■ **Records shown**:
####

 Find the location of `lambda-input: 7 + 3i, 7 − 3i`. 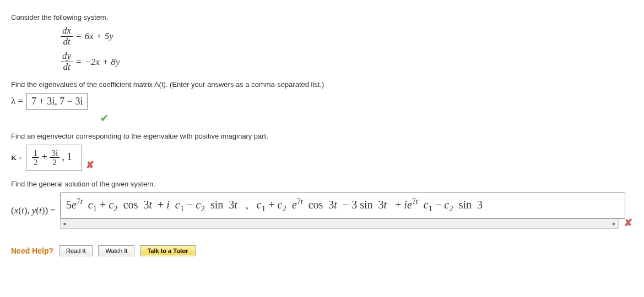

lambda-input: 7 + 3i, 7 − 3i is located at coordinates (57, 101).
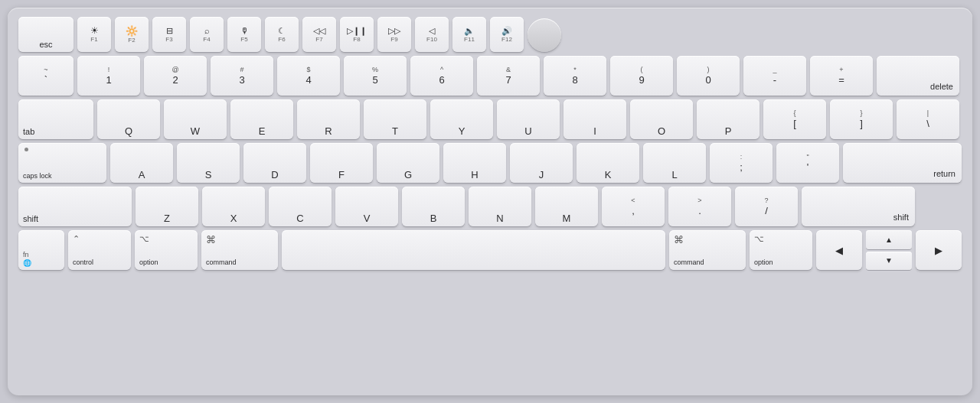 This screenshot has height=403, width=980. I want to click on key-b: B, so click(433, 206).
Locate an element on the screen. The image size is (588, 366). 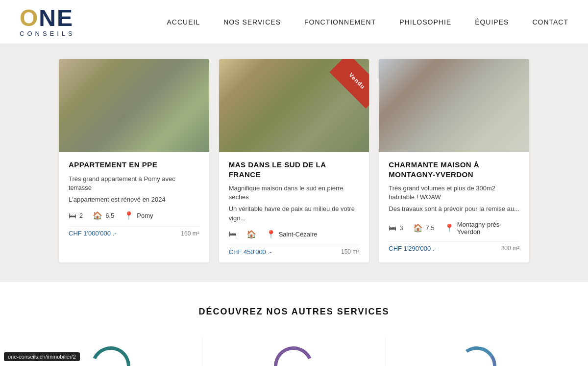
listing-card-maison: CHARMANTE MAISON À MONTAGNY-YVERDON Très… is located at coordinates (454, 161).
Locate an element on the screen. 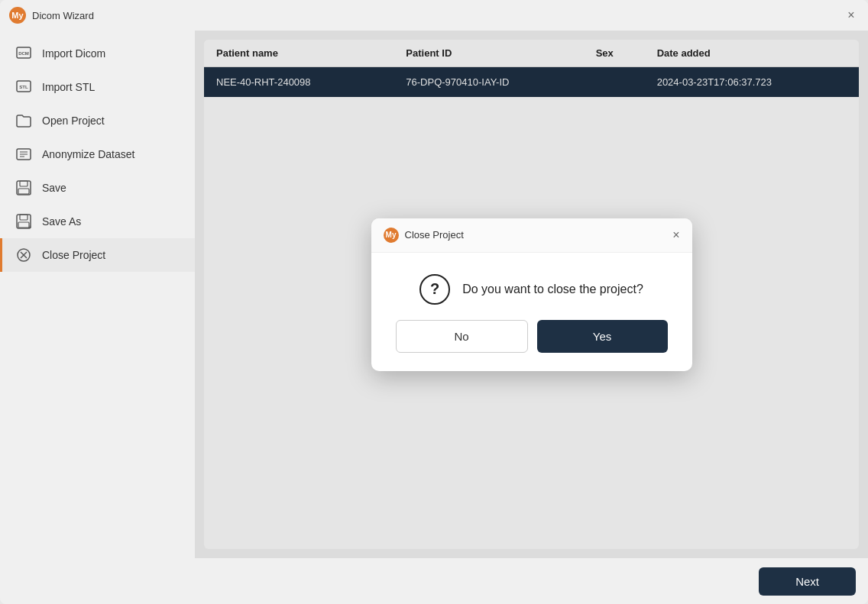  question-icon: ? is located at coordinates (435, 289).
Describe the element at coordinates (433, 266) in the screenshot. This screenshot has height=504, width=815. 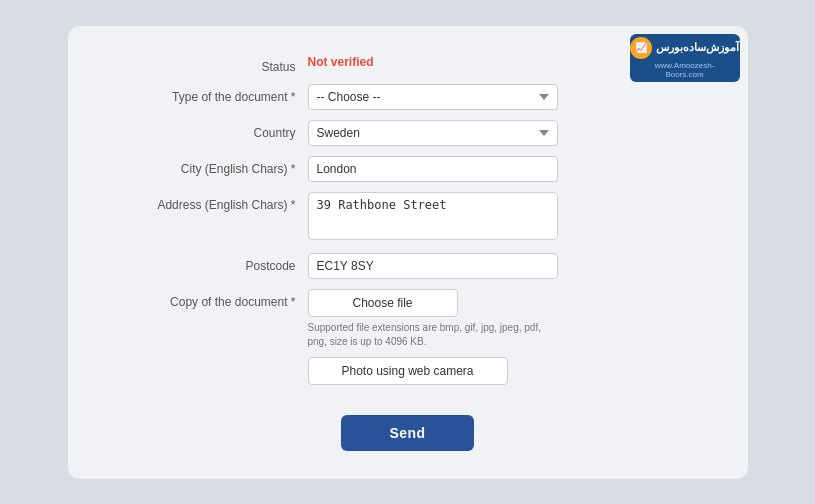
I see `postcode-input` at that location.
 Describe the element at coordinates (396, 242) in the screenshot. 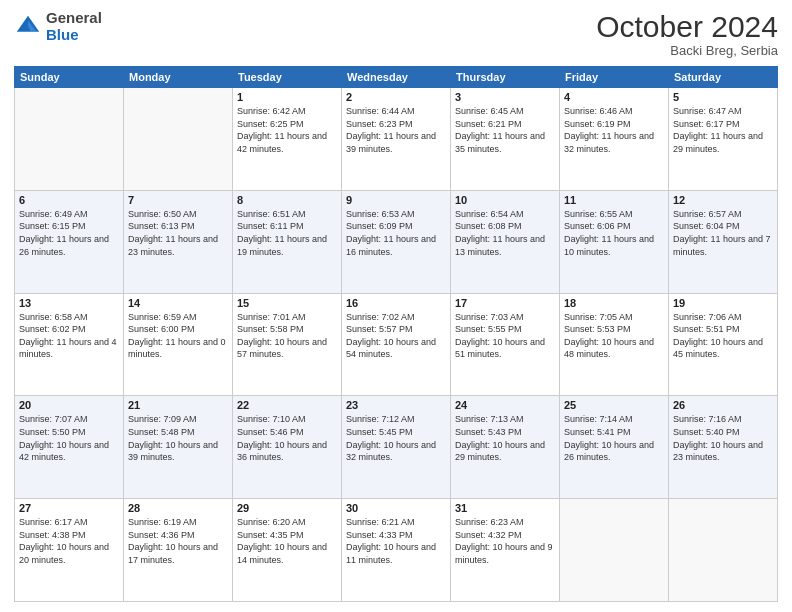

I see `calendar-day-cell: 9Sunrise: 6:53 AM Sunset: 6:09 PM Daylig…` at that location.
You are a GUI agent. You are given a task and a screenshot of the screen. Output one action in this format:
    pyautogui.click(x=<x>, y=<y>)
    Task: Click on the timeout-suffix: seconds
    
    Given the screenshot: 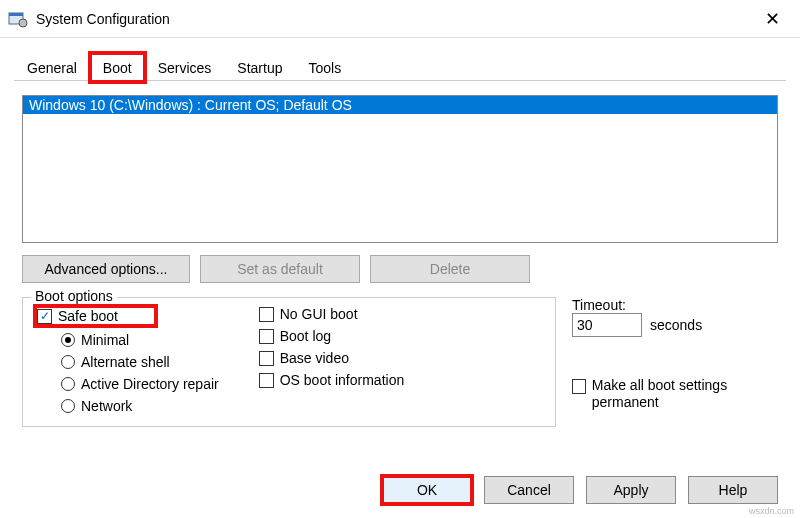 What is the action you would take?
    pyautogui.click(x=676, y=325)
    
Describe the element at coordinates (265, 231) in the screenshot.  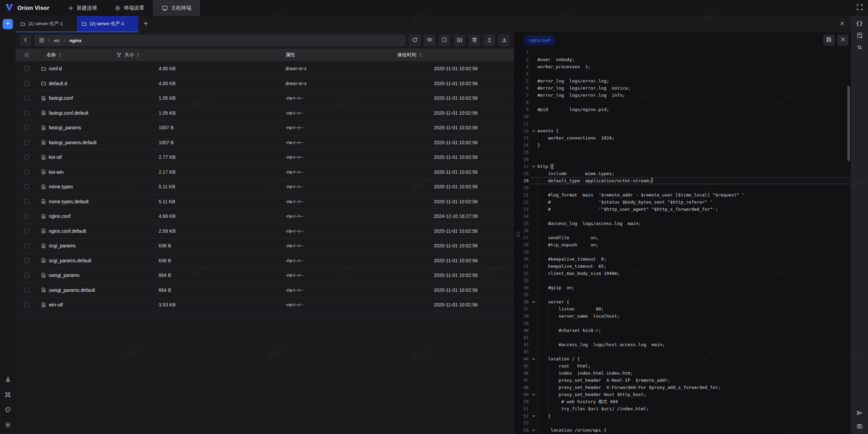
I see `table-row: nginx.conf.default2.59 KB-rw-r--r--2020-…` at that location.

####

■ **Exercise requirements**:
Once the line containing "Describe the element at coordinates (265, 231)" has been found, write out exactly that line and each one after it through the end of the data, leaving out every picture.

■ **Solution below**:
Describe the element at coordinates (265, 231) in the screenshot.  
I see `table-row: nginx.conf.default2.59 KB-rw-r--r--2020-…` at that location.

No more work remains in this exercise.